RedBear
Explorer
- Joined
- May 16, 2015
- Messages
- 53
After reading the article online talking about how (and why) RAID5 "died" in 2009, and seeing a reference in the newbie slideshow that even RAID-Z3 will stop being capable of guaranteeing data protection as soon as 2019, I am very curious as to what comes next. If I'm understanding things correctly this is happening because the individual drive data density is becoming so high that an unrecoverable read error (and/or second/third drive failure) is becoming ever more highly probable during the ever-longer rebuild processes.
Are we looking at a future where we have to stick to sub-10TB drives, or need ten fully redundant mirrors of each 25TB drive just to guarantee long-term data retention? Genuinely curious here, since the whole reason I'm getting into FreeNAS/ZFS in the first place is to be capable of building myself storage systems that will take care of my data for the coming decades. Surely there is a practical limit to new, higher RAID-Z levels. I've certainly heard no mention of RAID-Z4 or 5 even being in development. And yet, as the slideshow says, RAID-Z3 will soon "fail" at its task. Eventually we'll get stuck in a loop of having arrays fail and then having the backup array fail before we can even complete the restoration process.

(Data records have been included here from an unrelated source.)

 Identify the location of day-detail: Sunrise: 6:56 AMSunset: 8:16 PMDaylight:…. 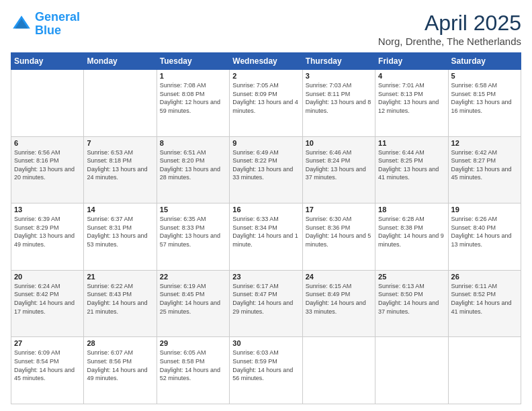
(47, 165).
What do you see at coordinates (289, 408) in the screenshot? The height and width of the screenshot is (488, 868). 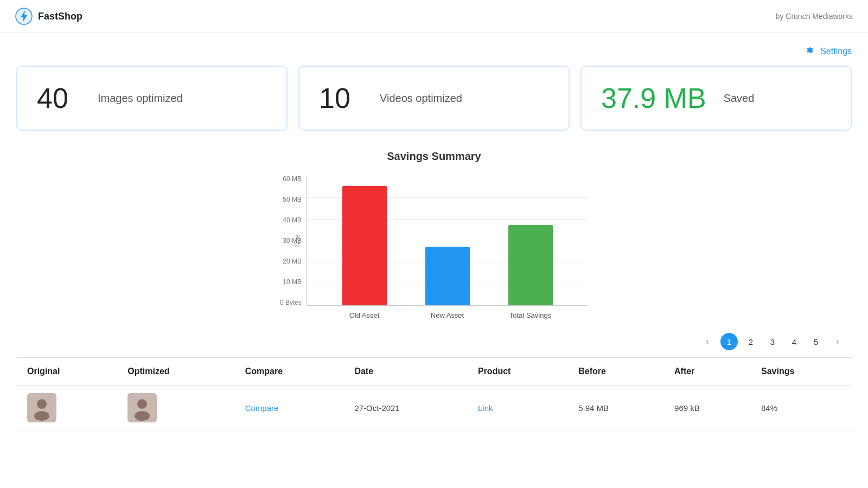 I see `compare-cell: Compare` at bounding box center [289, 408].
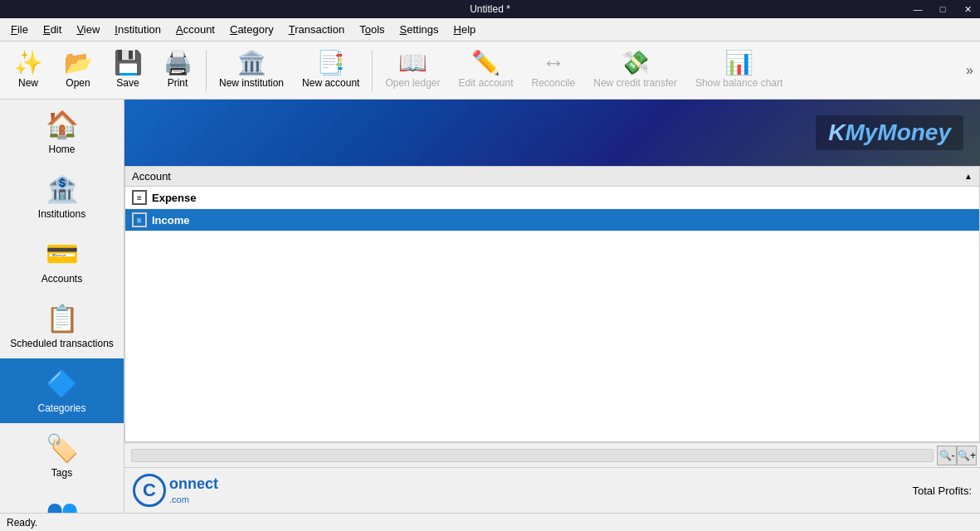 The image size is (980, 531). What do you see at coordinates (636, 71) in the screenshot?
I see `new-credit-transfer-button: New credit transfer` at bounding box center [636, 71].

Seems like the relatively near future of computing actually calls for something far more resilient and recoverable than ZFS, or data storage costs are going to start ballooning within a decade or so. Perhaps we need filesystems that happily allow a few unrecoverable bit errors here and there rather than freaking out and losing 100TB of data. (Although, I guess we already have plenty of filesystems that do that, amirite? *wink, wink, nudge, nudge*)

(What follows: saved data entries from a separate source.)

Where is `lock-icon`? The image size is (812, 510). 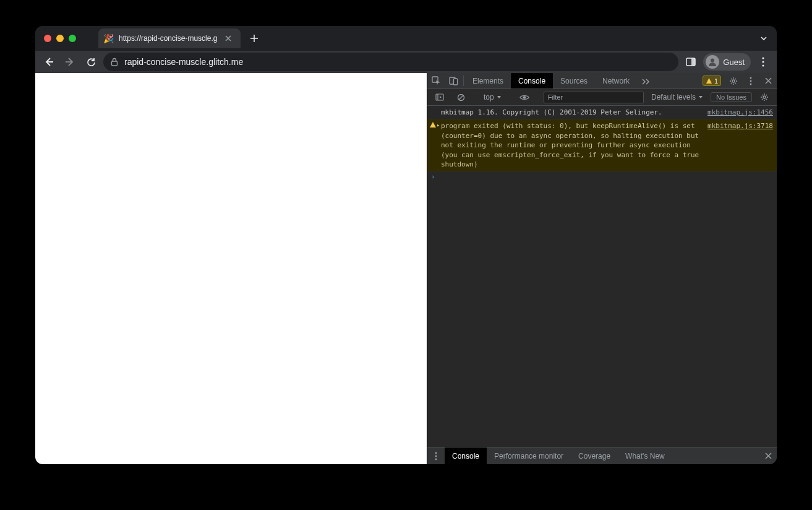 lock-icon is located at coordinates (114, 62).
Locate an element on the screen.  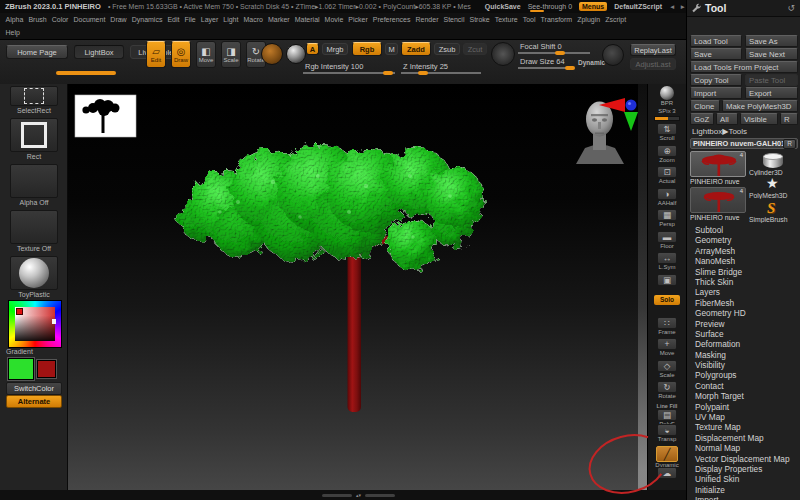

Or am I misunderstanding the whole mathematical inevitability of the future bit-storage situation?
Are we looking at a future where we have to stick to sub-10TB drives, or need ten fully redundant mirrors of each 25TB drive just to guarantee long-term data retention? Genuinely curious here, since the whole reason I'm getting into FreeNAS/ZFS in the first place is to be capable of building myself storage systems that will take care of my data for the coming decades. Surely there is a practical limit to new, higher RAID-Z levels. I've certainly heard no mention of RAID-Z4 or 5 even being in development. And yet, as the slideshow says, RAID-Z3 will soon "fail" at its task. Eventually we'll get stuck in a loop of having arrays fail and then having the backup array fail before we can even complete the restoration process.
Seems like the relatively near future of computing actually calls for something far more resilient and recoverable than ZFS, or data storage costs are going to start ballooning within a decade or so. Perhaps we need filesystems that happily allow a few unrecoverable bit errors here and there rather than freaking out and losing 100TB of data. (Although, I guess we already have plenty of filesystems that do that, amirite? *wink, wink, nudge, nudge*)
Or am I misunderstanding the whole mathematical inevitability of the future bit-storage situation?